One problem most schools have is resources to offer good wages to teachers. The first bill to raise teacher pay was defeated on the board, i.e., it made it to the House floor and was voted down. The second, to raise teacher pay to Southeastern average died in Committee. A third effort to provide a $4,000 raise died in Committee, as did the next one to raise salaries by $2,000. Likewise, a first effort to raise teacher assistant salaries to $15K died in Committee.

Two more bills to raise teacher assistant pay died in Committee. Three other bills to support teacher assistants died in Committee.

Other aspects of public schools were not ignored. A bill to increase English Language Learners funding to 20 percent died in Committee. Thus local districts have to scrounge money where they can to provide needed instruction for those thousands of students who don’t speak English as their primary language.
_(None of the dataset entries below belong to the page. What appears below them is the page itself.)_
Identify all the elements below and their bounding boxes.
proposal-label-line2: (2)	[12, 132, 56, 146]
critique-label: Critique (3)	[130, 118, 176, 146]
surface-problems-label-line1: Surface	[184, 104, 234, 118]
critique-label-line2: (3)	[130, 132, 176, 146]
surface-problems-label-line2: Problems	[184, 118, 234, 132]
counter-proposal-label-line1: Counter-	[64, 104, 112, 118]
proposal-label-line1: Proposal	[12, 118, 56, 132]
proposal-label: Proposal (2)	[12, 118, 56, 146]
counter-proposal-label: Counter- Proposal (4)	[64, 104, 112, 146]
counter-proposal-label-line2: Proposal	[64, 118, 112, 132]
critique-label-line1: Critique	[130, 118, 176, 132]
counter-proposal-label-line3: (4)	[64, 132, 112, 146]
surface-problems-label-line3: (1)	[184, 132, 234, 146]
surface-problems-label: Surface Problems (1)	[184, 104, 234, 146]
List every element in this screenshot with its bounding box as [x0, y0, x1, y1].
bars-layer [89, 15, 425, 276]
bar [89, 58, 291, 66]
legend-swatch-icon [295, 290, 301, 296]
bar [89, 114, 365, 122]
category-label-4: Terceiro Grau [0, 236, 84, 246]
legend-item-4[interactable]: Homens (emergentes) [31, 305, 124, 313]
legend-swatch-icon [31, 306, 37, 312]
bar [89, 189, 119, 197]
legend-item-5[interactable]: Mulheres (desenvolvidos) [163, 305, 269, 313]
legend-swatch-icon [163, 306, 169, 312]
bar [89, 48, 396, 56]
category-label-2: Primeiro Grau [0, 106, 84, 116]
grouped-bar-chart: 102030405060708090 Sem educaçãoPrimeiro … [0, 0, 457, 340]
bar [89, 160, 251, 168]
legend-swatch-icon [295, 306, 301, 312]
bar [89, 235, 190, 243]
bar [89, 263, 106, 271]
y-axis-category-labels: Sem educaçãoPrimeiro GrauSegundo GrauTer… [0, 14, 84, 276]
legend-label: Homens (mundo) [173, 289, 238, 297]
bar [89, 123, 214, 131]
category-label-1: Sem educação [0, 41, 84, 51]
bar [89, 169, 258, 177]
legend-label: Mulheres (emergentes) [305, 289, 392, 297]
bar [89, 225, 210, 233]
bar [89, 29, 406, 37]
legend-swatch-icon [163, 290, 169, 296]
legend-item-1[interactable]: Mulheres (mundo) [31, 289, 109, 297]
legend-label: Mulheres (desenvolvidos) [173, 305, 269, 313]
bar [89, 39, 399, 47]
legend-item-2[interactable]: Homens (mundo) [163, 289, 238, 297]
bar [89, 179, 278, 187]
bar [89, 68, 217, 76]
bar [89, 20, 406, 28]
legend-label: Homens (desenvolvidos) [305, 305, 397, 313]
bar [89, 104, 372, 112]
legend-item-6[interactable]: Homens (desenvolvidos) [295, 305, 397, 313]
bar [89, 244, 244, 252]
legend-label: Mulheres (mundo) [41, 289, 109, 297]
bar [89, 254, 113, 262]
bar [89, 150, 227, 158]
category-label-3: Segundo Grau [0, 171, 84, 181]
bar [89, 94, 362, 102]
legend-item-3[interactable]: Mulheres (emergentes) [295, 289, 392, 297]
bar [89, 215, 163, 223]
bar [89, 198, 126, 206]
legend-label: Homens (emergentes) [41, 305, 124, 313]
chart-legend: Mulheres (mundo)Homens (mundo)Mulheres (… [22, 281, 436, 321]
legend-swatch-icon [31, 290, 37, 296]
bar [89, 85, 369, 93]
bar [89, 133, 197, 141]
A proposed Vo-Tech program in each school district died in Committee. Likewise, a new requirement for a Home Economics program in every district died in Committee.
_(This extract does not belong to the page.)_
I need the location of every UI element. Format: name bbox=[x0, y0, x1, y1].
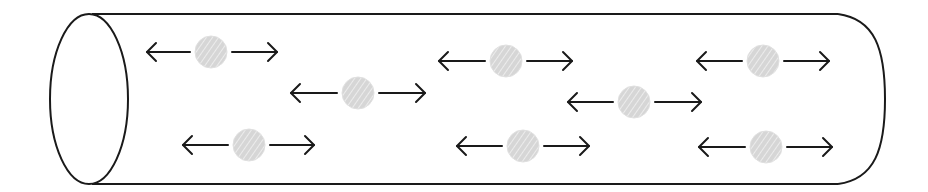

A bill to provide more funding for programs helping dyslexic young people by providing for speech screening died in Committee. An effort to define autism as being “at risk” signal under MAEP also went down in Committee.

One of the issues facing schools is the matter of getting through real instruction which must be truncated to make time for all the endless — and largely pointless — state testing. Remember that the $10M contract with a testing firm locks in the foolish waste of time on many tests. A bill that would terminate “End of Course” exit exams died — you guessed it: in Committee. The use of ACT and Aspire WorkKeys died. Certainly, it makes no sense to arm teachers with proven learning tools.

A bill to mandate pre-kindergarten programs died in Committee. No need to start kids in school early. Just let them play another year or two! The same treatment killed a move to mandate Kindergarten.

Two more on the hit list: An effort to create alternate licensing to ease the teacher shortage died in Committee. And the credit of donations to public schools as a tax deduction died, as did donating to a school for a designated use, i.e., perhaps someone wants to strengthen the chemistry lab in a school.

Ah, but the powerful Committee lost one, which can only be considered a victory for the citizens of Mississippi who believe public funds should be spent on public schools. House Bill 957 passed Committee vetting and died when the entire House of Representatives took up the issue. The purveyors of that insidious piece of legislation openly advocated killing the MAEP and at the same time wanted to start sending public dollars to charter schools. In case the language of the State Constitution is not fresh in your mind, such diversion of funding would be unconstitutional. Of course, that body of solons hasn’t met the formula that the statute calls for but two years in its entire existence.

Well, there you have it. For the most part, education suffered mightily in the last legislature.

A suggestion for upcoming elections: Go to every rally. Contact every candidate. Demand his or her stand on supporting public education. Remember — these folks don’t send themselves to Jackson. If you don’t try or you don’t vote, you’re wearing their hat.

One last question: How do we get rid of the evil legislator named Committee?

T.J. Ray is a retired professor of English at Ole Miss.